The next morning, I actually woke up an hour before the rule applied just to monitor whether internet access restored itself correctly.

That part mattered just as much as the shutdown itself.

Breaking connectivity is easy.

Building automation that restores services reliably without manual intervention is the real challenge.

Watching the network recover successfully confirmed the scheduled policy was stable enough for long-term use.

Unexpected Reactions

The funniest part of the entire project ended up being the human reaction rather than the technical implementation.

The moment the internet disappeared, confusion spread through the house almost instantly.

One person in particular became genuinely upset and was completely convinced the internet connection had failed.

The reaction escalated to the point where they demanded we contact the ISP to “fix the issue,” even though nothing was actually broken.

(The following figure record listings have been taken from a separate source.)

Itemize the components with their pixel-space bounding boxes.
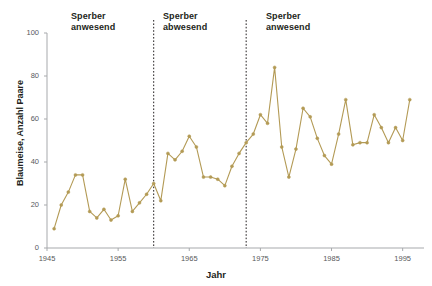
y-tick-label: 0 xyxy=(17,243,39,252)
x-axis-label: Jahr xyxy=(146,269,286,280)
data-point xyxy=(216,178,219,181)
series-line-blaumeise xyxy=(54,67,410,228)
line-chart-plot xyxy=(0,0,432,286)
data-point xyxy=(188,135,191,138)
x-tick-label: 1945 xyxy=(27,254,67,263)
data-point xyxy=(287,176,290,179)
data-point xyxy=(408,98,411,101)
data-point xyxy=(394,126,397,129)
data-point xyxy=(102,208,105,211)
data-point xyxy=(259,113,262,116)
data-point xyxy=(344,98,347,101)
y-axis-label: Blaumeise, Anzahl Paare xyxy=(15,58,25,208)
x-tick-label: 1965 xyxy=(169,254,209,263)
annotation-period-2: Sperber abwesend xyxy=(163,11,207,33)
x-tick-label: 1985 xyxy=(312,254,352,263)
annotation-period-1: Sperber anwesend xyxy=(71,11,115,33)
data-point xyxy=(337,133,340,136)
data-point xyxy=(209,176,212,179)
data-point xyxy=(280,145,283,148)
annotation-period-3: Sperber anwesend xyxy=(266,11,310,33)
data-point xyxy=(358,141,361,144)
data-point xyxy=(166,152,169,155)
data-point xyxy=(131,210,134,213)
data-point xyxy=(117,214,120,217)
data-point xyxy=(81,173,84,176)
data-point xyxy=(152,182,155,185)
data-point xyxy=(351,143,354,146)
data-point xyxy=(95,216,98,219)
data-point xyxy=(74,173,77,176)
data-point xyxy=(145,193,148,196)
y-tick-label: 100 xyxy=(17,28,39,37)
chart-figure: Blaumeise, Anzahl Paare Jahr Sperber anw… xyxy=(0,0,432,286)
data-point xyxy=(273,66,276,69)
data-point xyxy=(330,163,333,166)
data-point xyxy=(238,152,241,155)
data-point xyxy=(323,154,326,157)
data-point xyxy=(124,178,127,181)
data-point xyxy=(266,122,269,125)
data-point xyxy=(138,201,141,204)
data-point xyxy=(202,176,205,179)
y-tick-label: 60 xyxy=(17,114,39,123)
y-tick-label: 40 xyxy=(17,157,39,166)
data-point xyxy=(316,137,319,140)
data-point xyxy=(88,210,91,213)
period-divider-lines xyxy=(154,20,246,248)
data-point xyxy=(67,191,70,194)
data-point xyxy=(53,227,56,230)
data-point xyxy=(252,133,255,136)
data-point xyxy=(195,145,198,148)
data-point xyxy=(302,107,305,110)
data-point xyxy=(181,150,184,153)
data-point xyxy=(366,141,369,144)
data-point xyxy=(230,165,233,168)
data-point xyxy=(223,184,226,187)
data-point xyxy=(401,139,404,142)
data-point xyxy=(110,219,113,222)
data-point xyxy=(60,204,63,207)
data-point xyxy=(174,158,177,161)
series-markers-blaumeise xyxy=(53,66,412,230)
data-point xyxy=(245,141,248,144)
y-tick-label: 20 xyxy=(17,200,39,209)
data-point xyxy=(309,115,312,118)
x-tick-label: 1955 xyxy=(98,254,138,263)
data-point xyxy=(294,148,297,151)
data-point xyxy=(159,199,162,202)
data-point xyxy=(387,141,390,144)
x-tick-label: 1975 xyxy=(240,254,280,263)
data-point xyxy=(373,113,376,116)
x-tick-label: 1995 xyxy=(383,254,423,263)
y-tick-label: 80 xyxy=(17,71,39,80)
data-point xyxy=(380,126,383,129)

Meanwhile, I was sitting there knowing:

  • The firewall was functioning exactly as configured

  • The ISP connection was perfectly healthy

  • The outage was entirely intentional

That moment really highlighted how invisible infrastructure normally is.

People rarely think about the network until it suddenly stops working.

It also proved how dependent modern households have become on uninterrupted connectivity.

What I Learned

Even though this was technically a small project, it reinforced several valuable lessons.

Technology doesn’t just improve productivity or security It also influences habits.

By moving the control point to the network layer, the digital detox became automatic instead of relying on motivation or self-control. Infrastructure can shape behaviours as bedtimes have changed for everyone in the household.

I could have built:

  • API integrations

  • External automation scripts

  • Home automation workflows

  • Monitoring dashboards


But the simplest solution ended up being the most stable.

A lightweight scheduled firewall policy was easier to maintain and less likely to fail.


Real Environments Teach More Than Labs


Because this was deployed on the actual household network:

  • Reliability mattered

  • Recovery mattered

  • User experience mattered

  • Troubleshooting mattered

Real environments expose problems and behaviours you simply don’t encounter in isolated testing scenarios.


Security Side Benefits

Although the original goal was digital wellbeing, the project also reduced unnecessary overnight internet exposure.

That indirectly helped limit:

  • Idle external connectivity

  • Background internet traffic

  • Late-night device exposure

  • Unnecessary attack surface availability


It wasn’t designed as a security project, but it naturally overlapped with good security principles.

Final Thoughts

This project stands out because it combined:

  • Networking

  • Automation

  • Firewall administration

  • Behavioural design

  • Real-world infrastructure management

It wasn’t a flashy enterprise deployment or massive cloud migration.

It was a practical solution implemented directly on a live home network to solve a real-world problem using technical skills in a meaningful way.

And honestly, seeing someone angrily blame the ISP for a firewall policy I intentionally created was probably the moment I realised the project had truly succeeded.